Introduction
Hong Kong-based Sapphire has been in the industry for a while, manufacturing primarily video cards and motherboard chipsets. It's the largest supplier of ATI-based cards in the world, and was the first to release a card with an HDMI connector. ThinkComputers got its hands on Sapphire's Radeon HD 3650 OC Edition, a faster, more spacious version of the mid-range card from the red team. We subject this card to a battery of tests to see how it measures up to one of the best the green team-nVidia-has to offer.
Features & Specifications
- 120 stream processing units
- PCI Expressr 2.0 x16 bus support
- 128-bit DDR2/GDDR3/GDDR4 memory interface
- High-speed 128-bit HDR (High Dynamic Range) rendering
- DirectXr 10.1 / Shader Model 4.1 support
- 55nm process technology
- Up to 24x Custom Filter Anti-Aliasing
- ATI PowerPlayT energy conserving technology
- Unified Video Decoder (UVD) for Blu-rayT and HD DVD at full HD 1080p
- ATI CrossFireXT multi-GPU support
Packaging
The Sapphire Radeon HD3650 OC Edition box is a standard ATI-based card box: lots of red and black, with a pretty girl holding a gun on the front. It mentions support for PCI-E 2.0, DX10, Shader Model 4, HD video decoding, and, wait...what's this 5.1 Surround audio support? Just wait, baffled reader, just wait.
Inside the box is the well-packed card and the various peripherals which accompany it: a DVI-to-VGA adapter, a DVI-to-HDMI adapter, a component and composite video out adapter, a CrossFire connector, a manual, and driver/software media.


**WHAT THIS TASK INVOLVES**: Make an exact copy of the entries, taking out every picture.

**GIVEN DATA**:
——
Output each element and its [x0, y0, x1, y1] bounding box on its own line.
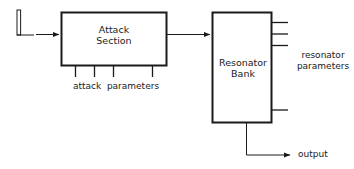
output-arrow	[247, 123, 291, 155]
attack-section-label-line1: Attack	[99, 24, 129, 35]
attack-section-label-line2: Section	[96, 35, 131, 46]
resonator-bank-label: ResonatorBank	[214, 57, 272, 79]
output-label: output	[298, 149, 328, 160]
diagram-vector-layer	[0, 0, 354, 169]
attack-parameter-ports	[76, 66, 153, 77]
resonator-bank-label-line2: Bank	[231, 68, 255, 79]
resonator-parameters-label-line2: parameters	[297, 61, 349, 71]
resonator-parameters-label-line1: resonator	[301, 50, 344, 60]
resonator-parameter-ports	[272, 23, 288, 111]
resonator-parameters-label: resonatorparameters	[292, 50, 354, 71]
resonator-bank-label-line1: Resonator	[219, 57, 267, 68]
signal-flow-diagram: AttackSection ResonatorBank attack param…	[0, 0, 354, 169]
impulse-waveform-icon	[17, 10, 34, 35]
attack-parameters-label: attack parameters	[62, 81, 170, 92]
attack-section-label: AttackSection	[78, 24, 150, 46]
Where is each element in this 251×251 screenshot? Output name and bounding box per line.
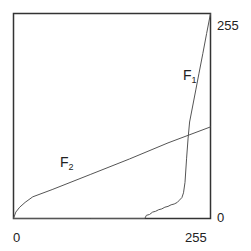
——
**EXERCISE SOLUTION**:
Output each element and its [x0, y0, x1, y1] bounding box on its own line.
output-arrow	[247, 123, 291, 155]
attack-section-label-line1: Attack	[99, 24, 129, 35]
attack-section-label-line2: Section	[96, 35, 131, 46]
resonator-bank-label: ResonatorBank	[214, 57, 272, 79]
output-label: output	[298, 149, 328, 160]
diagram-vector-layer	[0, 0, 354, 169]
attack-parameter-ports	[76, 66, 153, 77]
resonator-bank-label-line2: Bank	[231, 68, 255, 79]
resonator-parameters-label-line2: parameters	[297, 61, 349, 71]
resonator-parameters-label-line1: resonator	[301, 50, 344, 60]
resonator-parameter-ports	[272, 23, 288, 111]
resonator-parameters-label: resonatorparameters	[292, 50, 354, 71]
resonator-bank-label-line1: Resonator	[219, 57, 267, 68]
signal-flow-diagram: AttackSection ResonatorBank attack param…	[0, 0, 354, 169]
impulse-waveform-icon	[17, 10, 34, 35]
attack-parameters-label: attack parameters	[62, 81, 170, 92]
attack-section-label: AttackSection	[78, 24, 150, 46]
Where is each element in this 251×251 screenshot? Output name and bounding box per line.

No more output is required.